Why construction costs on public infrastructure projects are skyrocketing

Author: Dan Baxter

B.C. has a big problem. The cost of building many large public infrastructure projects across the province is soaring out of control. But now a new study provides a practical solution, and a more plausible explanation on how we got here.

Too many large-scale public projects in B.C. are over budget, and not just by a little but a lot. The Trans-Canada Highway widening, the replacement for the Pattullo Bridge and the new Cowichan District Hospital are billions of dollars beyond original estimates, and all at the public’s expense.

The B.C. government blames the shocking overages on inflation, global supply chain issues, labour shortages and construction complexities. But there’s more to it than that. The province has chosen to stick with a bad policy that makes today’s fiscal challenges even worse.
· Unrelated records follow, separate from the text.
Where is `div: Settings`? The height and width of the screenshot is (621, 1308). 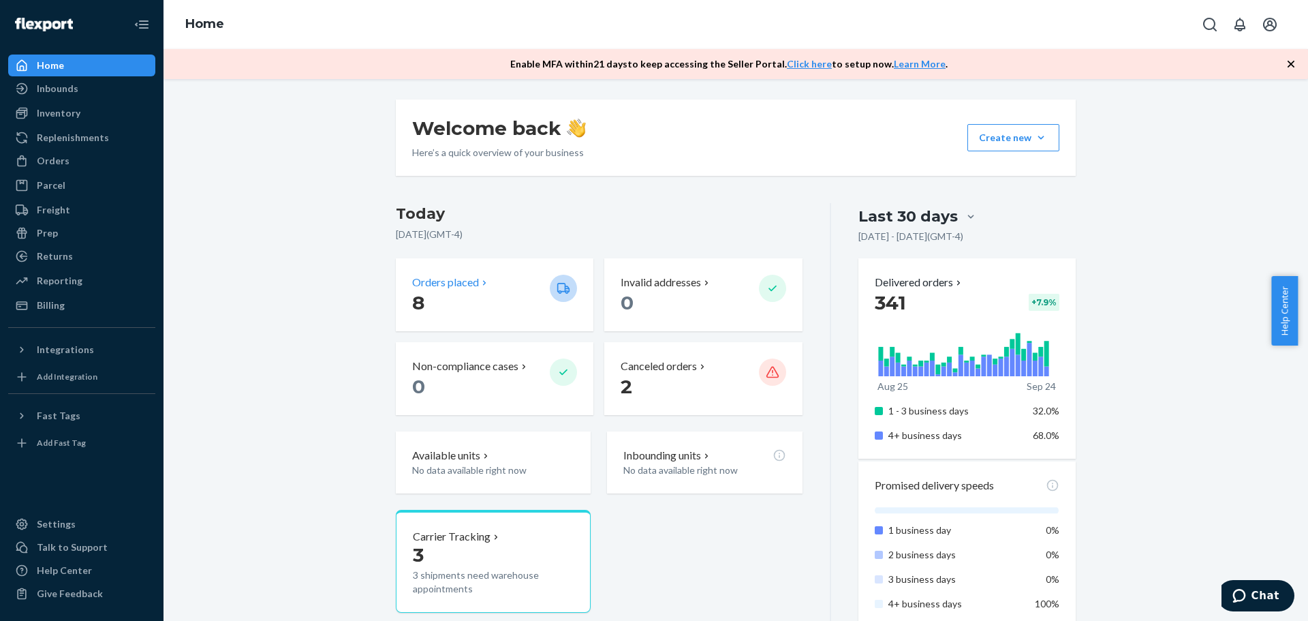
div: Settings is located at coordinates (56, 524).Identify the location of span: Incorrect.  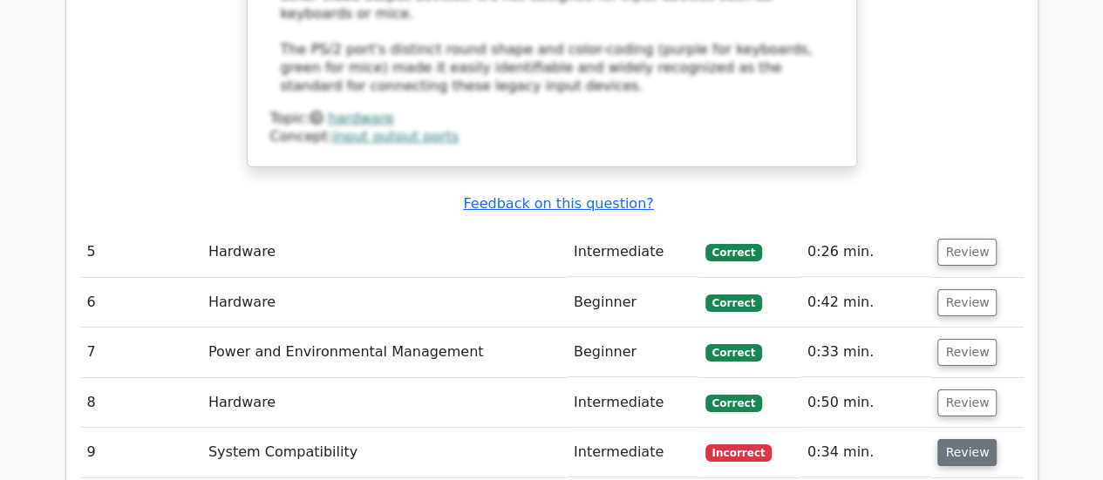
(738, 453).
Research by the Cardus think-tank provides valuable insight into how a labour policy aimed at giving under-represented groups, including Indigenous peoples, more training and work opportunities in construction has done just the opposite. Good workers and companies are instead being excluded, and public construction costs are going way up.

Cardus’s case study focuses on the Cowichan District Hospital replacement project, the most controversial of six projects being built under the NDP’s restrictive labour policy. It’s a policy Cardus aptly describes as “fundamentally flawed.”

First, this project is a whopping 63 per cent over original budget estimates with a price tag of $1.4 billion — a figure that will likely keep climbing. The Cowichan project has “some of the highest cost overruns among large infrastructure projects in British Columbia,” according to Cardus. It finds these massive overruns were likely exacerbated by a provincial labour policy that reduces the pool of available workers and contractors.

Since 2019, the NDP government has allowed only contractors whose workers belong to building trades unions to bid on and build many taxpayer-funded projects, including the new Cowichan hospital. That means 85 per cent of B.C.’s construction workers are excluded because they belong to other unions or choose not to be unionized. These workers are barred from projects that their tax dollars help fund for one reason only: They are not carrying the “right” union card.

When B.C.’s finance minister says labour shortages are partly to blame for $559 million in cost overruns at the new Cowichan hospital, she knows full well how to fix it. With the stroke of a pen, her government could open up public projects to all qualified workers and companies rather than shutting them out during the most acute labour shortage in our history.

That’s a move that could have saved the government a lot of embarrassment. Back in 2022, a highly qualified Indigenous contractor was denied a permit to continue working on the Cowichan project because his Cowichan Tribes workers refused to affiliate with the building trades unions. The very people this policy was designed to help were shut out. To save face, the Eby government was forced to grant a one-time policy exemption, allowing their work to continue.

It’s no surprise that Cardus recommends that the NDP government overhaul or scrap this terrible piece of public policy. B.C. is the only province in Canada with a policy like it.

Across Canada and around the world, other governments recognize the benefits of construction competition. It results in a higher number of bids that lower construction costs by an average of 21 per cent. In B.C., that translates into major savings that could be used to hire more doctors, keep emergency rooms open or pay down the province’s record deficit.

As B.C.’s Oct. 19 election fast approaches, the NDP government will have a hard time justifying a labour policy that’s so regressive and out of sync with today’s fiscal realities.

Dan Baxter is regional director B.C. at the Progressive Contractors Association of Canada.